2. Discrete logic has to drive traces on a PCB, which have substantially higher capacitance (C) and therefore use more power getting across a board.
3. Discrete logic operates at higher voltages. Contrast 5V TTL vs. 1V core voltage inside a processor. Power is proportional to the voltage squared.
4. A microprocessor running even at low speed can replace a massive number of discrete logic chips, so for simple solutions F is low. If you're doing something very simple and interrupt-driven, F can be in the tens-hundreds of kHz.
Consequently, there's a whole lot more of both static and dynamic power with discrete logic than with a uC.
mjgerm | 4 years ago | on: A completely-from-scratch hobby operating system
Without the buffering step, you'll eventually get the middle logic levels drifting (e.g. your "1"s become "0"s or "2"s). Binary gets this for "free" because there's no middle states; this doesn't apply just to a simple buffer, similar details apply to the implementation of all other gates (many of which are rather awkward to implement).
Analog works out for rough calculations because you can skip the buffering process, at the expense of having your calculation's precision limited by the linearity of your circuit.
SSDs are more of a special case, because to my knowledge they're not really doing work on multi-level logic outside of the storage cells.
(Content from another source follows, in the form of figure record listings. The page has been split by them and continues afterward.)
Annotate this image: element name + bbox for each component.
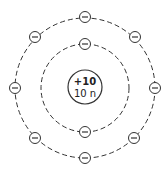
- electron-icon: [10, 83, 21, 94]
- nucleus: +10 10 n: [68, 70, 102, 104]
- electron-icon: [129, 133, 140, 144]
- nucleus-charge: +10: [74, 76, 96, 87]
- electron-icon: [30, 133, 41, 144]
- electron-icon: [80, 127, 91, 138]
- electron-icon: [130, 32, 141, 43]
- electron-icon: [80, 12, 91, 23]
- electron-icon: [80, 39, 91, 50]
- electron-icon: [30, 32, 41, 43]
- nucleus-neutrons: 10 n: [74, 88, 96, 99]
- atom-diagram: +10 10 n: [0, 0, 168, 173]
- electron-icon: [80, 153, 91, 164]
- electron-icon: [150, 83, 161, 94]
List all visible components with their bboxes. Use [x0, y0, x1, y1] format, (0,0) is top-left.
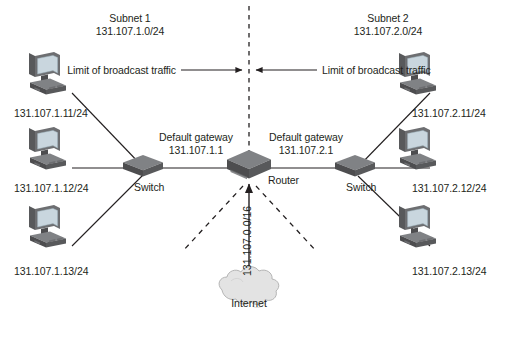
router-label: Router [268, 174, 299, 187]
broadcast-limit-label-left: Limit of broadcast traffic [67, 64, 176, 77]
subnet-1-cidr: 131.107.1.0/24 [96, 25, 165, 38]
link-left-pc1 [72, 93, 143, 167]
computer-icon-left-1 [29, 52, 66, 95]
router-icon [227, 150, 271, 179]
wan-address-label: 131.107.0.0/16 [241, 206, 253, 276]
subnet-1-title: Subnet 1 131.107.1.0/24 [96, 12, 165, 38]
switch-left-label: Switch [134, 181, 164, 194]
diagram-canvas [0, 0, 505, 338]
computer-icon-right-2 [399, 127, 436, 170]
wan-dash-left [182, 186, 243, 252]
default-gateway-right-label: Default gateway [269, 131, 343, 144]
default-gateway-left-label: Default gateway [159, 131, 233, 144]
wan-dash-right [256, 186, 317, 252]
subnet-2-cidr: 131.107.2.0/24 [354, 25, 423, 38]
host-address-left-1: 131.107.1.11/24 [14, 107, 88, 120]
network-diagram: Subnet 1 131.107.1.0/24 Subnet 2 131.107… [0, 0, 505, 338]
host-address-left-3: 131.107.1.13/24 [14, 265, 88, 278]
subnet-1-name: Subnet 1 [96, 12, 165, 25]
default-gateway-left-address: 131.107.1.1 [159, 144, 233, 157]
host-address-right-1: 131.107.2.11/24 [412, 107, 486, 120]
host-address-left-2: 131.107.1.12/24 [14, 182, 88, 195]
switch-right-label: Switch [346, 181, 376, 194]
switch-icon-right [335, 155, 375, 177]
subnet-2-name: Subnet 2 [354, 12, 423, 25]
subnet-2-title: Subnet 2 131.107.2.0/24 [354, 12, 423, 38]
host-address-right-3: 131.107.2.13/24 [412, 265, 486, 278]
default-gateway-left: Default gateway 131.107.1.1 [159, 131, 233, 157]
host-address-right-2: 131.107.2.12/24 [412, 182, 486, 195]
default-gateway-right-address: 131.107.2.1 [269, 144, 343, 157]
computer-icon-left-2 [29, 127, 66, 170]
computer-icon-right-3 [399, 205, 436, 248]
switch-icon-left [123, 155, 163, 177]
internet-label: Internet [231, 297, 267, 309]
broadcast-limit-label-right: Limit of broadcast traffic [322, 64, 431, 77]
default-gateway-right: Default gateway 131.107.2.1 [269, 131, 343, 157]
computer-icon-left-3 [29, 205, 66, 248]
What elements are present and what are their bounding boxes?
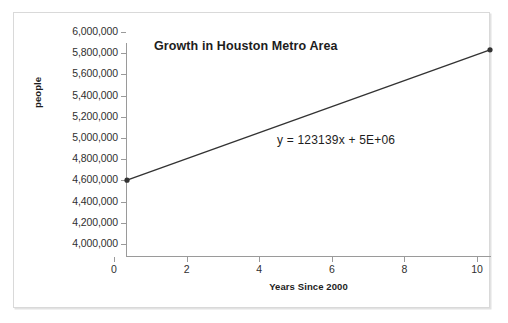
series-line <box>127 50 490 180</box>
chart-frame: Growth in Houston Metro Area people 6,00… <box>13 12 490 308</box>
series-data-point <box>124 178 129 183</box>
series-plot <box>14 13 508 323</box>
series-data-point <box>487 47 492 52</box>
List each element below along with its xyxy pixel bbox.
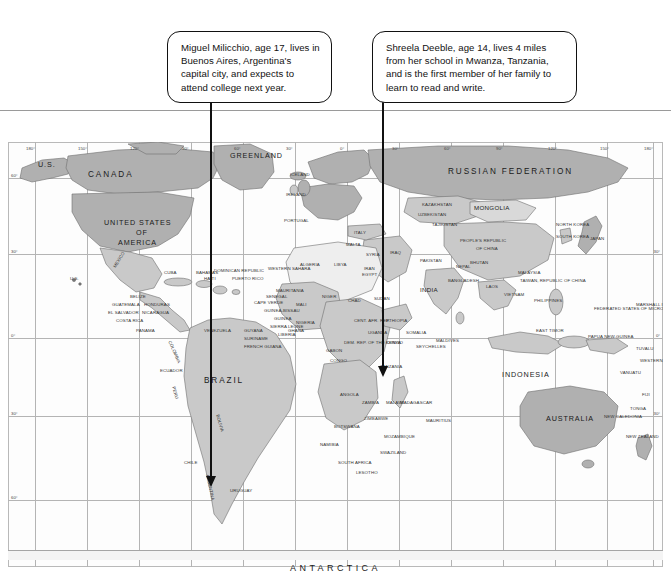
map-label-el-salvador: EL SALVADOR [108,310,139,315]
longitude-label: 150° [78,146,87,151]
map-label-mauritius: MAURITIUS [426,418,451,423]
map-label-puerto-rico: PUERTO RICO [232,276,263,281]
map-label-canada: CANADA [88,170,134,179]
map-label-portugal: PORTUGAL [284,218,309,223]
map-label-new-caledonia: NEW CALEDONIA [604,414,642,419]
map-label-tajikistan: TAJIKISTAN [432,222,457,227]
map-label-east-timor: EAST TIMOR [536,328,564,333]
map-label-guinea: GUINEA [274,316,291,321]
map-label-vietnam: VIETNAM [504,292,524,297]
map-label-ireland: IRELAND [286,192,306,197]
leader-line-tanzania [382,99,384,369]
map-label-tuvalu: TUVALU [636,346,654,351]
map-label-philippines: PHILIPPINES [534,298,562,303]
map-label-hawaii-us: U.S. [70,276,79,281]
arrowhead-tanzania [378,366,388,377]
map-label-turkey: ITALY [354,230,366,235]
map-label-australia: AUSTRALIA [546,414,594,423]
map-label-guinea-bissau: GUINEA-BISSAU [264,308,300,313]
latitude-label: 60° [11,495,18,500]
map-label-south-africa: SOUTH AFRICA [338,460,372,465]
latitude-label: 60° [11,173,18,178]
map-label-usa-line3: AMERICA [118,238,157,247]
longitude-label: 180° [26,146,35,151]
map-label-cape-verde: CAPE VERDE [254,300,283,305]
map-label-madagascar: MADAGASCAR [400,400,432,405]
map-label-bhutan: BHUTAN [470,260,488,265]
longitude-label: 60° [444,146,451,151]
header-divider [0,110,671,111]
map-label-mozambique: MOZAMBIQUE [384,434,415,439]
map-label-malaysia: MALAYSIA [518,270,540,275]
map-label-seychelles: SEYCHELLES [416,344,446,349]
map-label-libya: LIBYA [334,262,347,267]
map-label-iraq: SYRIA [366,252,380,257]
map-label-zimbabwe: ZIMBABWE [364,416,388,421]
longitude-label: 150° [600,146,609,151]
latitude-label: 30° [654,249,661,254]
map-label-japan: JAPAN [590,236,604,241]
latitude-label: 0° [11,333,15,338]
callout-argentina-text: Miguel Milicchio, age 17, lives in Bueno… [181,42,320,93]
landmass-shapes [8,142,663,567]
map-label-honduras: HONDURAS [144,302,170,307]
longitude-label: 30° [286,146,293,151]
map-label-nepal: NEPAL [456,264,471,269]
map-label-vanuatu: VANUATU [620,370,641,375]
longitude-label: 180° [644,146,653,151]
map-label-suriname: SURINAME [244,336,268,341]
map-label-car: CENT. AFR. REP. [354,318,390,323]
longitude-label: 120° [548,146,557,151]
callout-tanzania: Shreela Deeble, age 14, lives 4 miles fr… [372,31,577,103]
map-label-taiwan: TAIWAN, REPUBLIC OF CHINA [520,278,586,283]
map-label-usa-line1: UNITED STATES [104,218,171,227]
longitude-label: 90° [182,146,189,151]
map-label-south-korea: SOUTH KOREA [556,234,589,239]
map-label-mauritania: MAURITANIA [276,288,304,293]
map-label-bangladesh: BANGLADESH [448,278,479,283]
map-label-angola: ANGOLA [340,392,359,397]
map-label-maldives: MALDIVES [436,338,459,343]
map-label-syria: MALTA [346,242,361,247]
latitude-label: 30° [11,411,18,416]
map-label-french-guiana: FRENCH GUIANA [244,344,282,349]
map-label-dr-congo: DEM. REP. OF THE CONGO [344,340,403,345]
map-label-lesotho: LESOTHO [356,470,378,475]
map-label-algeria: ALGERIA [300,262,320,267]
longitude-label: 60° [234,146,241,151]
latitude-label: 30° [11,249,18,254]
map-label-sierra-leone: SIERRA LEONE [270,324,303,329]
map-label-niger: NIGER [322,294,336,299]
callout-argentina: Miguel Milicchio, age 17, lives in Bueno… [167,31,332,103]
illiteracy-world-map-figure: Miguel Milicchio, age 17, lives in Bueno… [0,0,671,585]
map-label-indonesia: INDONESIA [502,370,550,379]
map-label-ecuador: ECUADOR [160,368,183,373]
map-label-kazakhstan: KAZAKHSTAN [422,202,452,207]
map-label-mongolia: MONGOLIA [474,204,510,211]
map-label-dominican-rep: DOMINICAN REPUBLIC [214,268,264,273]
map-label-india: INDIA [420,286,438,293]
map-label-png: PAPUA NEW GUINEA [588,334,633,339]
map-label-micronesia: FEDERATED STATES OF MICRONESIA [594,306,663,311]
map-label-pakistan: PAKISTAN [420,258,442,263]
map-label-mali: MALI [296,302,307,307]
map-label-iceland: ICELAND [290,172,310,177]
callout-tanzania-text: Shreela Deeble, age 14, lives 4 miles fr… [386,42,551,93]
map-label-panama: PANAMA [136,328,155,333]
map-label-greenland: GREENLAND [230,151,283,160]
map-label-uzbekistan: UZBEKISTAN [418,212,446,217]
map-label-belize: BELIZE [130,294,146,299]
map-label-costa-rica: COSTA RICA [116,318,143,323]
latitude-label: 30° [654,411,661,416]
map-label-chile: CHILE [184,460,197,465]
map-label-guyana: GUYANA [244,328,263,333]
map-label-uganda: UGANDA [368,330,387,335]
latitude-label: 0° [656,333,660,338]
map-label-gabon: GABON [326,348,342,353]
map-label-fiji: FIJI [642,392,650,397]
map-label-iran: IRAQ [390,250,401,255]
map-label-cuba: CUBA [164,270,177,275]
map-label-guatemala: GUATEMALA [112,302,140,307]
map-label-antarctica: ANTARCTICA [0,563,671,573]
map-label-congo: CONGO [330,358,347,363]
They pump current in on one axis of a matrix, read it out on the other, and then ADC it back to binary as fast as possible before doing any other logic.
Random sidebar: I don't see any constraint like this for mechanical computers, so a base-10 mechanical computer doesn't strike me as any more unreasonable than a base-2 mechanical computer (i.e. slop and tolerance is independent of gear size). In fact, it might be reasonable to say you should use the largest gears that the technology of your time can support (sorry Babbage).